4 of 302 comments (clear)

  1. Re:I qualify by Aardpig · · Score: 3, Insightful

    No, I'm sorry, they wanted a degree in engineering, math or science.

    --
    Tubal-Cain smokes the white owl.
  2. Re:One-way or two-way missions? by Penguinisto · · Score: 3, Insightful
    A guaranteed suicide mission would be worthless on a personal level (unless I had, say, terminal cancer or somesuch, then I'd certainly be game), but more importantly, it would be worthless on a political level. You don't send folks up to die, because the whole point of the exercise is two-fold:

    1) science / exploration

    2) getting ordinary folks to think "hey - that could be me/my kids up there someday! Cool!"

    The reason the Space Race was so popular in the '50s and '60s wasn't so much the 'Red Menace', but ordinary folks (kids chief among them) to fantasize about being spacemen and spacewomen. SciFi was a HUGE factor in having folks dream of space as a destination in the first place.

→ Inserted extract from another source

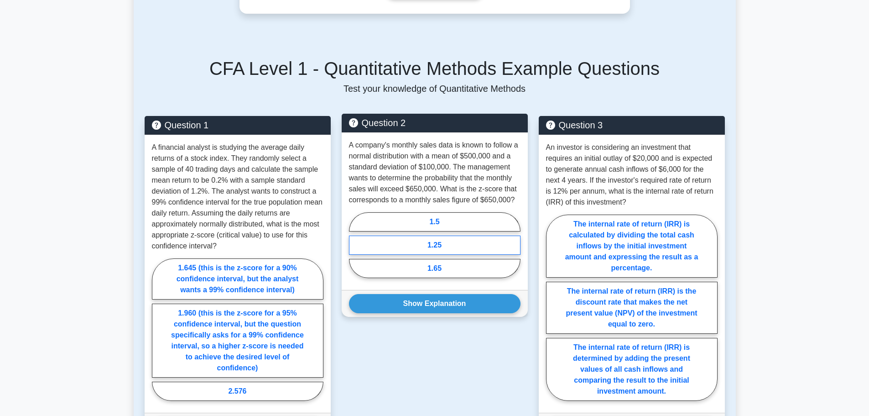  I want to click on label: 1.960 (this is the z-score for a 95% confidence interval, but the question specifically asks for ..., so click(238, 340).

    Sure, the odds of, say, terraforming Mars in my lifetime is pretty much nil, but the ideas of adventure and exploration? Especially in a world that pretty much has had human eyes hovering over nearly every square hectare of it by now? It's a pretty damned cool idea.

    /P

    --
    Quo usque tandem abutere, Nimbus, patientia nostra?
  3. Re:(this joke will appear a thousand times) by phulegart · · Score: 4, Insightful

    So going from one cave to the next is ok. Going from one house to the next is ok. Going from one city to the next is ok. Going from one continent to the next is ok. But work toward going from one planet to another... HELL NO???

    If you have a better plan than the one in action involving space stations and the craft they are using (poorly) to make this happen, then by all means, put it into action. Otherwise, shut up. It's not like private enterprise isn't getting involved. It is. If you are one of those people who thinks that the development of the bicycle, the automobile, the boat, and the plane were all great ideas, but we should stop when crossing the boundary of space, stick with living in the basement.

    I'm holding out for the security guard position on a space station.

    --
    "I love deadlines. I love the whooshing sound they make as they fly by." -D. Adams
  4. Re:Damn it! by malilo · · Score: 3, Insightful

    Though my guess is that they're less looking for `Top Gun' types of guys and more for the brainy scientist guys -- but guys who are physically fit too. I'm getting a phD in astrophysics and I compete in triathlons... But I'm not a guy ;)
    --
    "sometimes he felt that his whole life was a dream, and he wondered whose it was and whether they were enjoying it."